Friday was our first Cadette Girl Scout meeting of the year and we had a wonderful minister and a wonderful firefighter come speak to the girls about their careers and what it was like to be women in careers that are rather male-dominated. My very deep fears about our tiny, ridiculously cluttered and often dirty house as the new meeting space are largely allayed. We have had to cancel three too-hastily scheduled sewing lessons because the Lone Star Girl was ill-ish twice and had tests coming at school and needed to study the other time. The Lone Star Girl found out that the theme of National History Day this year is Innovations and she wants to do her project on birth control. Don't think that's going to fly. She and Lone Star Pa volunteered at the Clean Economy Coalition fundraiser on Sunday night.
I had a Daisy Girl Scout troop parent planning meeting on Saturday morning and our first meeting is on 10-2. PJ Story time started up again last night and the Lone Star Baby and I had fun. This evening was her first soccer practice. Lone Star Pa is coaching again and it looks like everyone is going to have fun. I love being at the field in the evening as a remedy for the cooped-upness of my busy schooldays. Their team chose "Volcanoes" for a name since their uniforms are red and white this season. Very cute! I am sad that I will miss their first game on Saturday morning but I have to go to a training all day to be be the Daisy leader. We have reached the season of needing to be several places at once and I am not very good at being peaceful about when I have to miss things. Still, I am happy about how many fun things are in store with them!
3 comments:
Oh my. LSG's project idea on birth control reminds me of a project that had been buried deep in my memory until now. In eighth grade, we had to write a paper on something with social implications. I chose VD. (Why? I don't know! I think I was trying to shock people.) The informative paper was fine, but I had a real challenge when it came to writing a short story about my "social implication." I ended up coming up with a story about a world in which people who get VD literally become invisible.
Hats off to my teacher who supported me and didn't make a big fuss about my project. A big fuss was what I wanted (as a girl who felt invisible much of the time), but she handled it well.
Yes, I think I wrote about heroin addiction in 7th grade - my teacher just patiently asked me to choose a word other than "hell" when describing withdrawal symptoms. Last year, NHD was people and she did Abbie Hoffman.
Whew! I'm exhausted just reading about it.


◆ **What you have to do**
Your answer should hold only the lines from the one containing "Image resolution: width=693" through the last line below, copied exactly; pictures stay out.

◆ **Exercise materials**

==================================================

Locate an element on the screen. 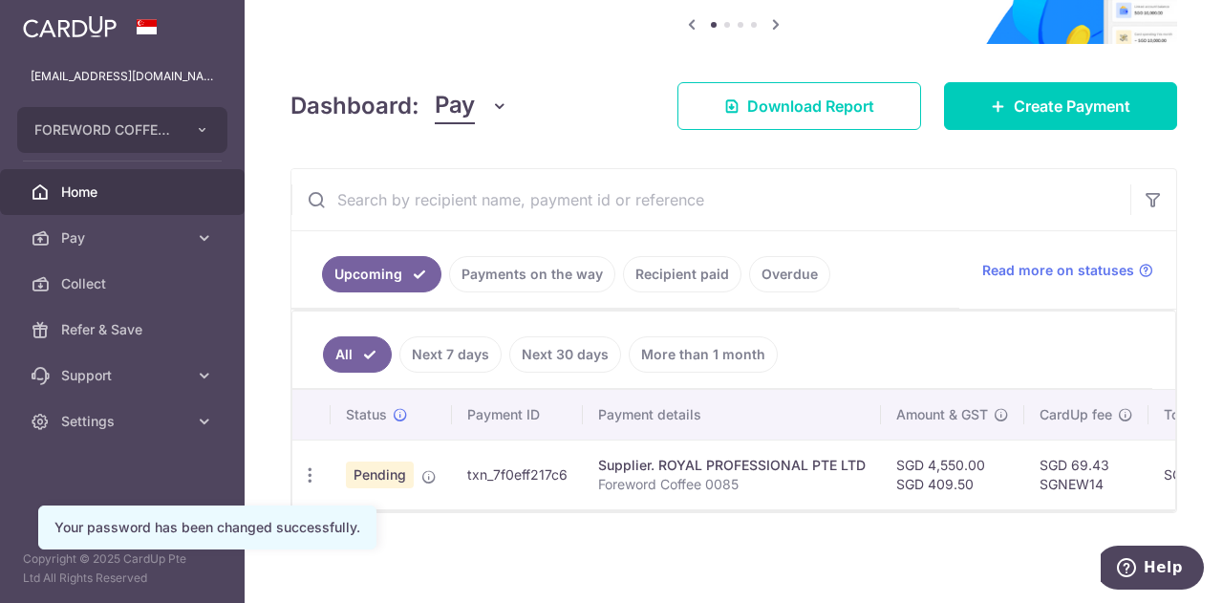 The width and height of the screenshot is (1223, 603). img: CardUp is located at coordinates (70, 27).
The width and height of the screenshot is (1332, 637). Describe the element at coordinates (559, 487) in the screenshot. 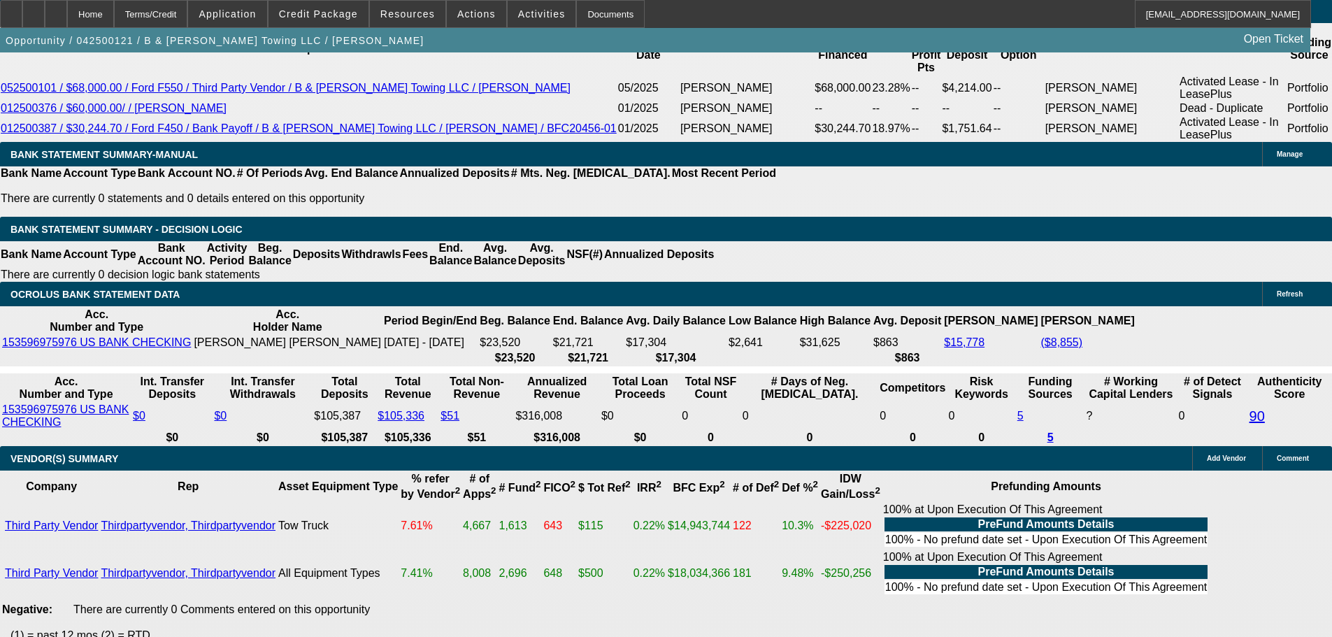

I see `b: FICO` at that location.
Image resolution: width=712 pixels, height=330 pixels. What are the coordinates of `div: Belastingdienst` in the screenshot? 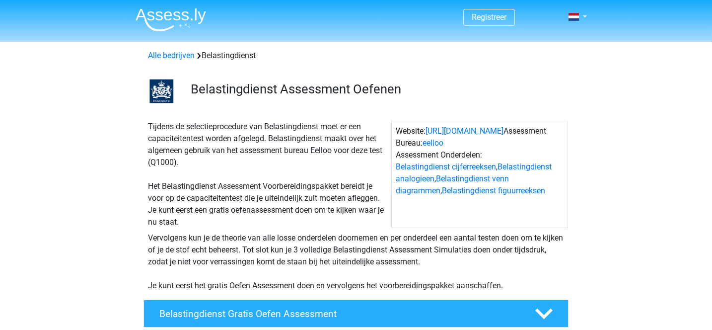 It's located at (356, 56).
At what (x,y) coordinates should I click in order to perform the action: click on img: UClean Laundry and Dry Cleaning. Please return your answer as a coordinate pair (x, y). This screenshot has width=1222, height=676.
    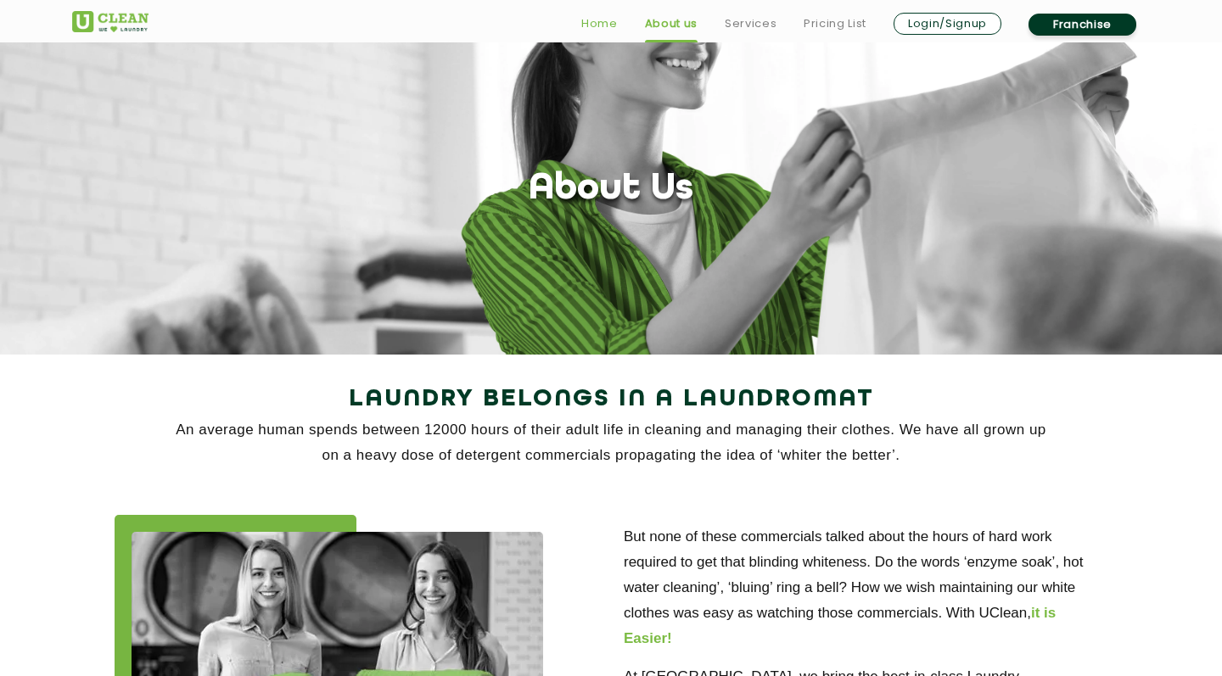
    Looking at the image, I should click on (110, 21).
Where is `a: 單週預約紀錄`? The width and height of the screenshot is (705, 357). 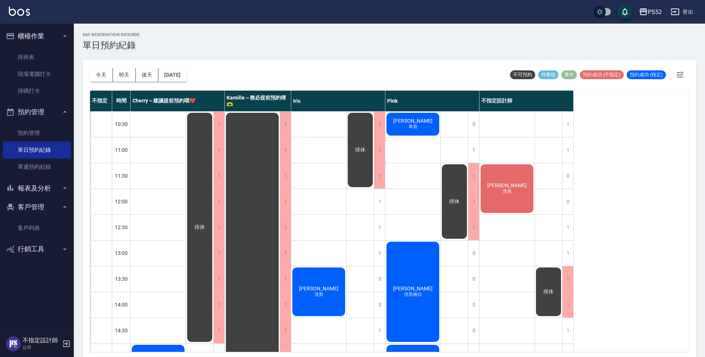 a: 單週預約紀錄 is located at coordinates (37, 167).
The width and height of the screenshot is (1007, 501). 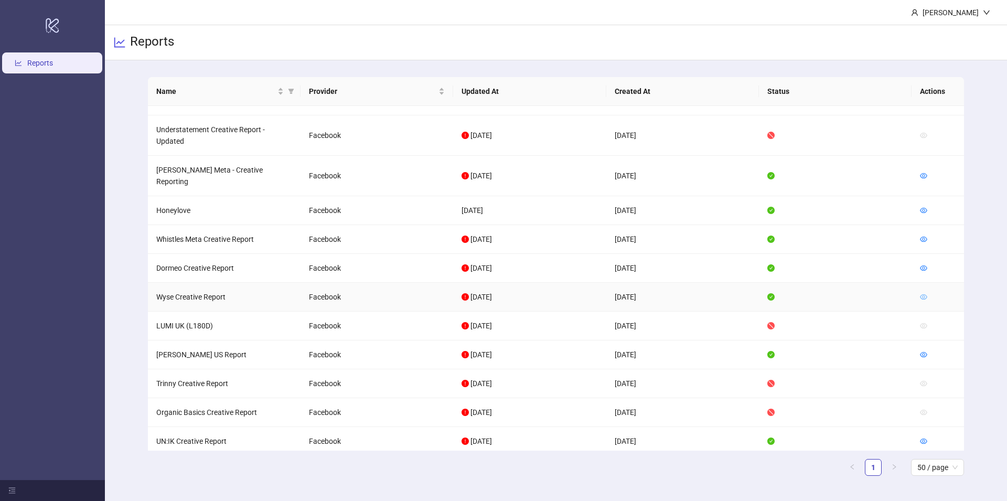 What do you see at coordinates (682, 91) in the screenshot?
I see `th: Created At` at bounding box center [682, 91].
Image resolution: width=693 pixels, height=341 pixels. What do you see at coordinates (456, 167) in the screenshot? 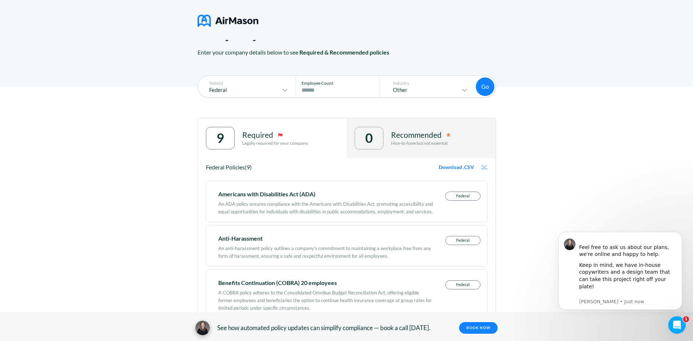
I see `span: Download .CSV` at bounding box center [456, 167].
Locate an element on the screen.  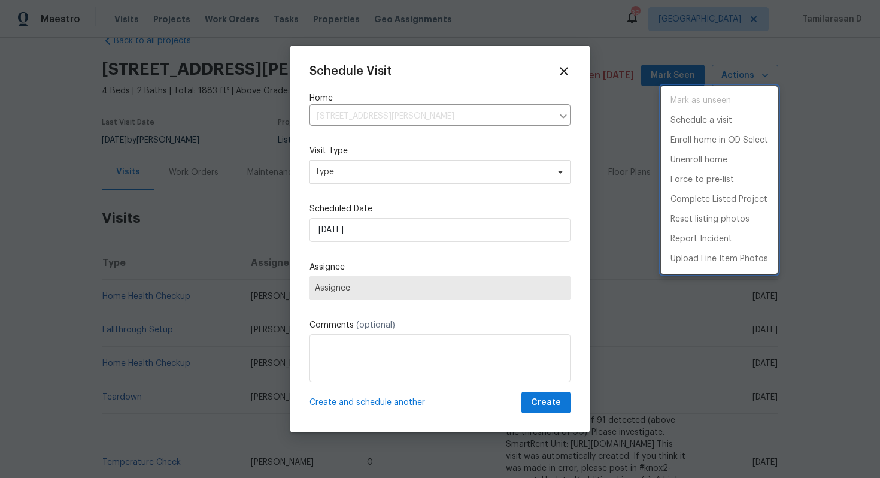
p: Enroll home in OD Select is located at coordinates (719, 140).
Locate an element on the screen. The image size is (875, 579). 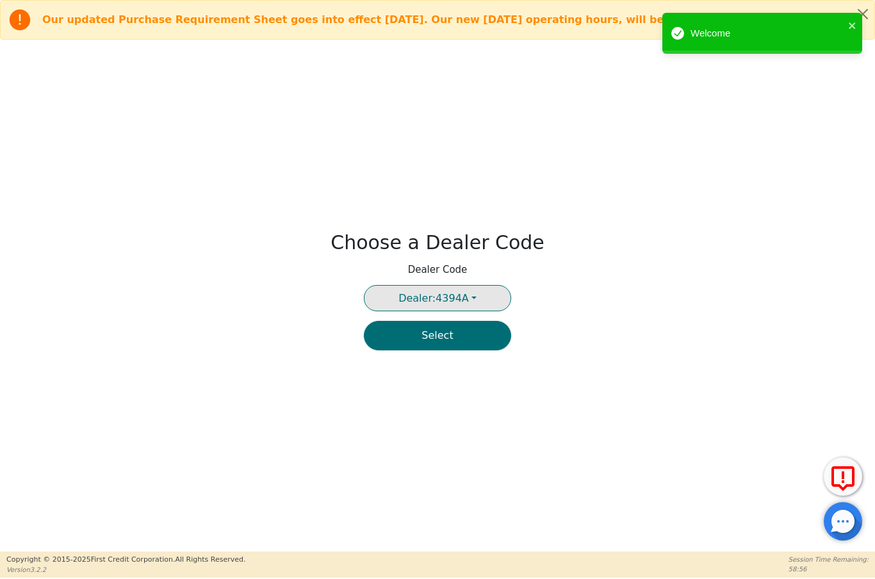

==================================================

◆ **Result for this task**
Image resolution: width=693 pixels, height=341 pixels. What do you see at coordinates (456, 167) in the screenshot? 
I see `span: Download .CSV` at bounding box center [456, 167].
Locate an element on the screen.  
p: Enroll home in OD Select is located at coordinates (719, 140).
Locate an element on the screen. The image size is (875, 579). 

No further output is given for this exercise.